"Yes, and get a gentle one for me," cautioned Harry. "It's been eight years since I 've sit on the 'urricane deck of a 'orse!"
"That goes for me too," laughed Fairchild.
"And me—I like automobiles better," Anita was twisting her long hair into a braid, to be once more shoved under her cap. Fairchild looked at her with a new sense of proprietorship.
"You 're not going to be warm enough!"
"Oh, yes, I will."
"But—"
"I'll end the argument," boomed old Sheriff Mason, dragging a heavy fur coat from a closet. "If she gets cold in this—I 'm crazy."
There was little chance. In fact, the only difficulty was to find the girl herself, once she and the great coat were on the back of a saddle horse. The start was made. Slowly the five figures circled the hotel and into the alley, to follow the tracks in the snow to a barn far at the edge of town. They looked within. A horse and saddle were missing, and the tracks in the snow pointed the way they had gone. There was nothing necessary but to follow.

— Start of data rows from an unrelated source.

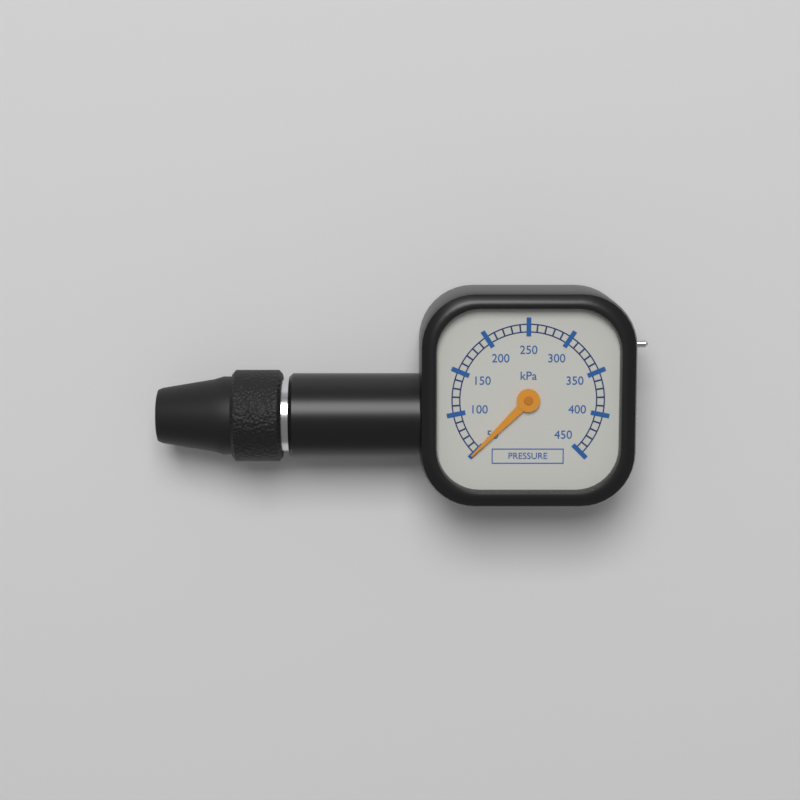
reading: 50 kPa
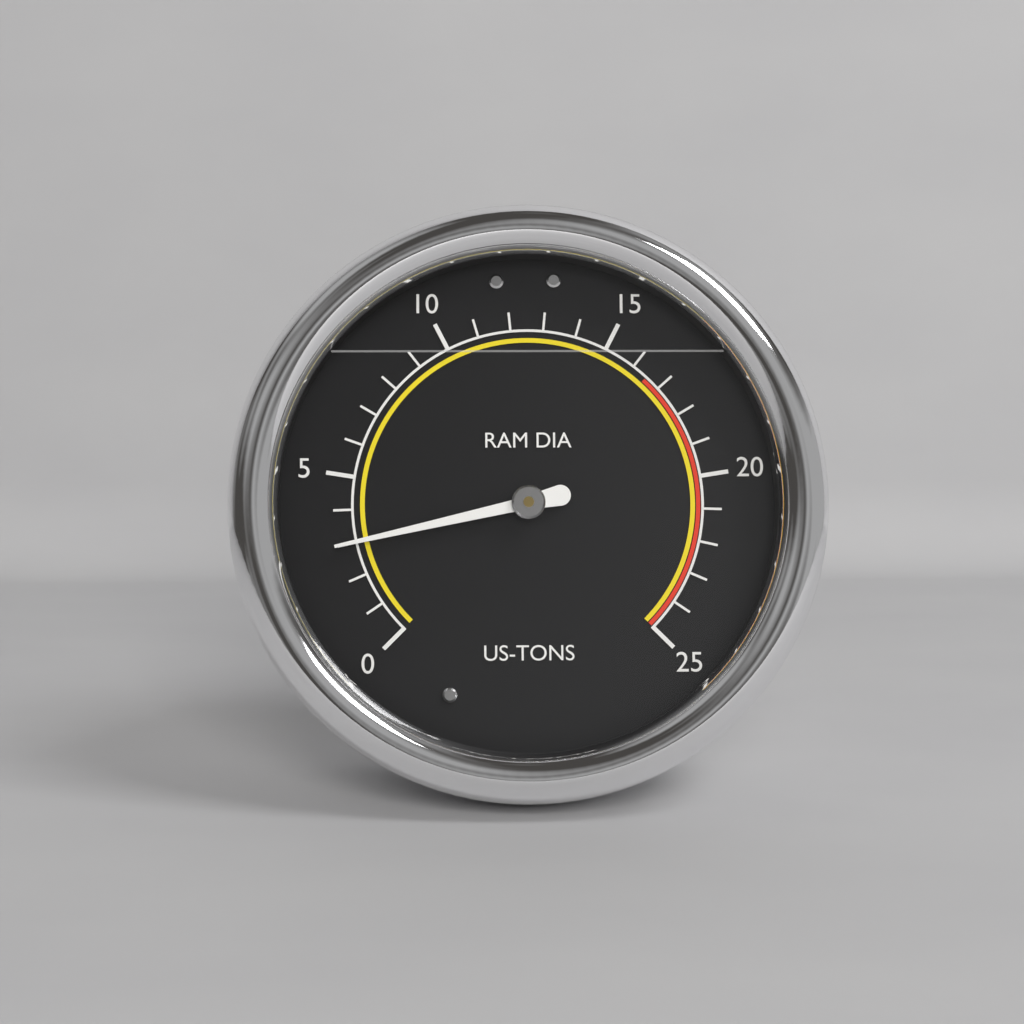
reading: 3 US-TONS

A detour, then the tracks led the way to the Ohadi road, and behind them came the pursuers, heads down against the wind, horses snorting and coughing as they forced their way through the big drifts, each following one another for the protection it afforded. A long, silent, cold-gripped two hours,—then finally the lights of Ohadi.
But even then the trail was not difficult. The little town was asleep; hardly a track showed in the streets beyond the hoofprints of a horse leading up the principal thoroughfare and on out to the Georgeville road. Onward, until before them was the bleak, rat-ridden old roadhouse which formed Laura's home, and a light was gleaming within.